Glancing over to the crowd gathering at the bar discussing techno, multi-media applications, the direction of narrative in computer game design. I feel suddenly overcome by the weight of my ignorance. It would be easy to write the whole thing off as trivial, but there’s something more enduring about the e-scene than that, which is to say that a tribe of under-agers in thrall to technology might really constitute the future in the making.
‘What I think I meant was, what’s the scariest thing you can imagine?’ I continue, attempting to draw Daniel back into some kind of seriousness. He picks up the change in mood.
‘My parents dying, I suppose. And growing old too quickly.
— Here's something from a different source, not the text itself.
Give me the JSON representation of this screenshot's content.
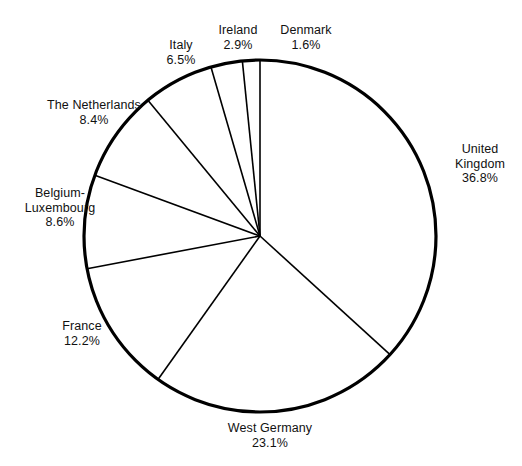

Hahaha, it seems as though I was seven yesterday hahaha.’
And it seems as though I was seventeen. The screwy truth of the matter is that we speed through the years so fast we can hardly tell we’ve lived them. Even boys of seventeen worry about how to put the brakes on.
‘Do you know what really pisses me off?’ asks Daniel, readying himself to leave me in favour of his younger friends.
‘Quite a lot at the moment, I’d say.’
‘No, but what really pisses me off?’
I bite my lip and pretend to consider. Let’s see.
‘Uh uh, I can’t think.’
‘What really pisses me off is Britpop bands.’
WEDNESDAY
It’s been six months since I compiled my first e-mail at Nancy’s house in Strawberry Point.
THURSDAY
Apple Mac is in a parental mood and has imposed a curfew, allowing me to switch it on, but refusing to log me onto the Net so that I am effectively grounded.
My first impulse is to contact Mac, but, since the computer has crashed, I can’t send e-mail. I take to the manual, get no further than the index. Mac’s phone number lies on my mind like aversion therapy. Best sort the thing out myself.
So my next idea is to reach for the help button and tap in ‘HELP’. ‘This cannot be found,’ bleeps the Apple Mac. I do it again. The same message appears. Rationally speaking, I am aware that the computer either recognizes an instruction or it doesn’t. I know it can’t interpret. But this is a crisis. Why doesn’t the damned thing just do something useful? If it’s supposed to be so clever…
I try:
Internet
PPP
comms
help TCP
help Internet
and so on
Eventually I call up the company which sells me my Internet connection.
‘Is it a TCP error?’
Shrug.
‘We’ll send you the software.’
Go and boil your head, in other words.
FRIDAY
A floppy disk containing forty-two programme files arrives. No instructions. Most of the files appear to be compressed, so I have to decompress them before they can be used. But they haven’t all been compressed using the same compression software. Some are .hqx files, others .sea files, .sit files, .cpt files. Some of these I know to be self-decompressing while others require separate decompression software, which I don’t have. I can download it, but only if I can get online. And I can’t get online, because I can’t decompress the software files.